Error, mistake, blunder, slip, lapse, faux pas, bull, howler, boner are comparable when they denote something (as an act, statement, or belief) that involves a departure from what is, or what is generally held to be, true, right, or proper.
Error implies a straying from a proper course and suggests such guilt as may lie in failure to take proper advantage of a guide (as a record or manuscript, a rule or set of rules, or a principle, law, or code); thus, a typographical error results when a compositor misreads a manuscript; an error in addition involves some failure to follow the rules for addition; an error in conduct is an infraction of an accepted code of manners or morals.

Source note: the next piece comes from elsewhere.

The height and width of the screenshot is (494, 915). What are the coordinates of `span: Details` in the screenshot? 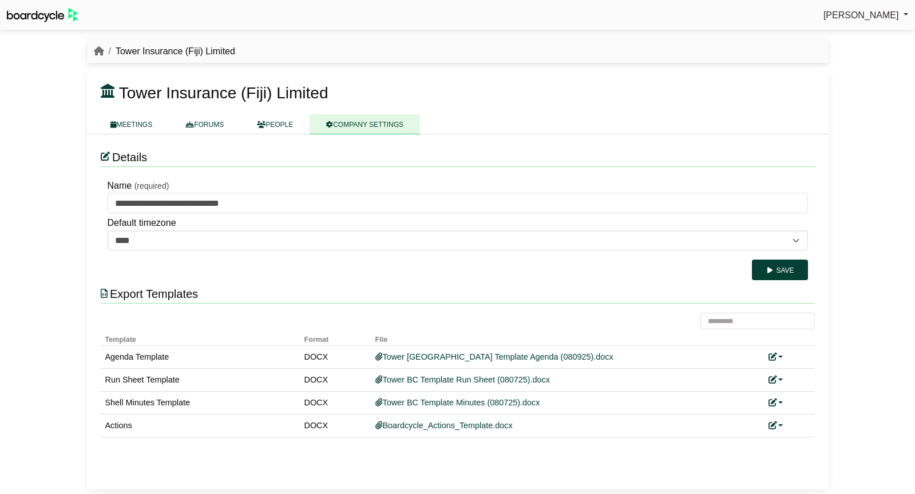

Mistake implies misconception, misunderstanding, a wrong but not always blameworthy judgment, or inadvertence; it expresses less severe criticism than error.
Blunder is harsher than mistake or error; it commonly implies ignorance or stupidity, sometimes blameworthiness.
Slip carries a stronger implication of inadvertence or accident than mistake and often, in addition, connotes triviality. Often, especially when it implies a transgression against morality, the word is used euphemistically or ironically.
Lapse, though sometimes used interchangeably with slip, stresses forgetfulness, weakness, or inattention more than accident; thus, one says a lapse of memory or a slip of the pen, but not vice versa.
When used in reference to a moral transgression, it carries a weaker implication of triviality than slip and a stronger one of a fall from grace or from one’s own standards.
Faux pas is most frequently applied to a mistake in etiquette.
Bull, howler, and boner all three are rather informal terms applicable to blunders (and especially to blunders in speech or writing) that typically have an amusing aspect.
A bull may be a grotesque blunder in language typically characterized by some risible incongruity or it may be a mere stupid or gauche blunder.
A howler is a gross or ludicrous error based on ignorance or confusion of ideas; the term is used especially of laughable errors in scholastic recitations or examinations.
A boner may be a grammatical, logical, or factual blunder in a piece of writing that is usually so extreme as to be funny <a few historical boners … such as dinosaurs surviving until medieval times —Coulton Waugh > or it may be a ridiculous or embarrassing slip of the kind that results from a sudden lapse (as of attention or from tact or decorum).